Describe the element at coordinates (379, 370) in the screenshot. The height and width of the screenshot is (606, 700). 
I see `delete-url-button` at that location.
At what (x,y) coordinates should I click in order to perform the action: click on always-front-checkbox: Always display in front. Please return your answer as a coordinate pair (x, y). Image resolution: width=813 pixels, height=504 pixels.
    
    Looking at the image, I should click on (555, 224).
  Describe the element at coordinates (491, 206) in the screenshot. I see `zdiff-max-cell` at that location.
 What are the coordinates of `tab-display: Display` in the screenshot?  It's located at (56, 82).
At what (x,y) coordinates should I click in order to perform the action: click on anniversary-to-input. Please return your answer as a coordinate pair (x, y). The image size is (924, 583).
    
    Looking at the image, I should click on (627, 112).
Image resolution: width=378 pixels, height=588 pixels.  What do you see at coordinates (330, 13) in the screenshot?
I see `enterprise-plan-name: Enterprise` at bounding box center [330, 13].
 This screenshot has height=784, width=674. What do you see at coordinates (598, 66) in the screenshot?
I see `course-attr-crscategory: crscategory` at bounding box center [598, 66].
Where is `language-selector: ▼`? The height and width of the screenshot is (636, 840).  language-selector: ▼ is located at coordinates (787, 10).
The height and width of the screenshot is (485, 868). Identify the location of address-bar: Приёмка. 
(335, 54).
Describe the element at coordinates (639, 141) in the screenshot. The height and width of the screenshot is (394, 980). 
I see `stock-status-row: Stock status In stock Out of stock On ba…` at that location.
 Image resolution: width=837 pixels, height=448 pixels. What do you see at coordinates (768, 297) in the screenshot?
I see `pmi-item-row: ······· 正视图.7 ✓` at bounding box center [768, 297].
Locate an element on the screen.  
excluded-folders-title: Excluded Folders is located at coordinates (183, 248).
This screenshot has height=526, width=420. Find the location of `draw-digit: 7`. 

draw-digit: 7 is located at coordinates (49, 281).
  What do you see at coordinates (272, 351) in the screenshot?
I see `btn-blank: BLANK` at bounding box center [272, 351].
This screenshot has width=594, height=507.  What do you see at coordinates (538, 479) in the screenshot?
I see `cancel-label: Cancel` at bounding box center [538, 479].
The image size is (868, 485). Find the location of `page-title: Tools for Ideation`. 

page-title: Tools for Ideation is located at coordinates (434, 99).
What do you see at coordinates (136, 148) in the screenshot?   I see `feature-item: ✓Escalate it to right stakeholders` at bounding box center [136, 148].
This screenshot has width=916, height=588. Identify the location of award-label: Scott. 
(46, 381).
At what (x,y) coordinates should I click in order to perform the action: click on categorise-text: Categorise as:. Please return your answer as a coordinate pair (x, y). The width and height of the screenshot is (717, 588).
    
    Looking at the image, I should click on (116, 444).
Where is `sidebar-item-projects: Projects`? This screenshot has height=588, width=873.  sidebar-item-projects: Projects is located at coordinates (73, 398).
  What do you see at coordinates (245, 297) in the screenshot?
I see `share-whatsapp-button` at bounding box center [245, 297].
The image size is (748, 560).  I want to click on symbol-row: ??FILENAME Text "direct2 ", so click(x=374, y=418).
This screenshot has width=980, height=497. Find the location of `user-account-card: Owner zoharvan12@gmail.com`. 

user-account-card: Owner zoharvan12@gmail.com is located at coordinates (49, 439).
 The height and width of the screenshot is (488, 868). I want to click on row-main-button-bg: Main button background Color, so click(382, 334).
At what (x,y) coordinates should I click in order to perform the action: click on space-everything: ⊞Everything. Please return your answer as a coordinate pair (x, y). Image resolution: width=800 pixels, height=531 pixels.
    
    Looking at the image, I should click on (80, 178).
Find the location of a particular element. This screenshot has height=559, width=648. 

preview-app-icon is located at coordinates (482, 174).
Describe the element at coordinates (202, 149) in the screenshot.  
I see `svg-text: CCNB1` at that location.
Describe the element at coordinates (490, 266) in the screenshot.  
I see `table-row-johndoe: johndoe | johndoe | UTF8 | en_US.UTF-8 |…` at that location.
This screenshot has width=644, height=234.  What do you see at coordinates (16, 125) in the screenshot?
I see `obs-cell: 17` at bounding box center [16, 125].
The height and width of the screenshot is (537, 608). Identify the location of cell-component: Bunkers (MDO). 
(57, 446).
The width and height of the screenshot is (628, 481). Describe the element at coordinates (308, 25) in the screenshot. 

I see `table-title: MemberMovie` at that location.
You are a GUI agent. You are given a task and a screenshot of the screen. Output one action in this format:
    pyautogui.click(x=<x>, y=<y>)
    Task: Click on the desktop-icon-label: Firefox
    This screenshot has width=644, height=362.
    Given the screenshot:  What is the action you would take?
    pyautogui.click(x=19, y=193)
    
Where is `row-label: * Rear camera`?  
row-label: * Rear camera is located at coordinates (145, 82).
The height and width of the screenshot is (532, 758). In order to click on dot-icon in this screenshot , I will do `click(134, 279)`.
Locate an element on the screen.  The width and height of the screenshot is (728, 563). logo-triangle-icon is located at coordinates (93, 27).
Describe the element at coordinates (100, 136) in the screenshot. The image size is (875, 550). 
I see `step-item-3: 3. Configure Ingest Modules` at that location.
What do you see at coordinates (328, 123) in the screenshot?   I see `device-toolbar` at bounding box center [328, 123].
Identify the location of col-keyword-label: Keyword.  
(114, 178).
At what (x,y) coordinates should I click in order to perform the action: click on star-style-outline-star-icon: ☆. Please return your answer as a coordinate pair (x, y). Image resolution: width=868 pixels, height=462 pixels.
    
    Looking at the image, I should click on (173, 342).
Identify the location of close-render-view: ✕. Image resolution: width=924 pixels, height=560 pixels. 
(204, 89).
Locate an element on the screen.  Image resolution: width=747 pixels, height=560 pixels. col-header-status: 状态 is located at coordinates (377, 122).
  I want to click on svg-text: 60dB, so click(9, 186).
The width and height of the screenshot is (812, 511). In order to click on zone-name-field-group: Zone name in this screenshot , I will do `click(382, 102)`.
---*---
→ **Exercise goal**
Search the records above for the string "will". Copy every line that contains it.

→ **Task output**
The height and width of the screenshot is (532, 758). In order to click on dot-icon in this screenshot , I will do `click(134, 279)`.
The width and height of the screenshot is (812, 511). In order to click on zone-name-field-group: Zone name in this screenshot , I will do `click(382, 102)`.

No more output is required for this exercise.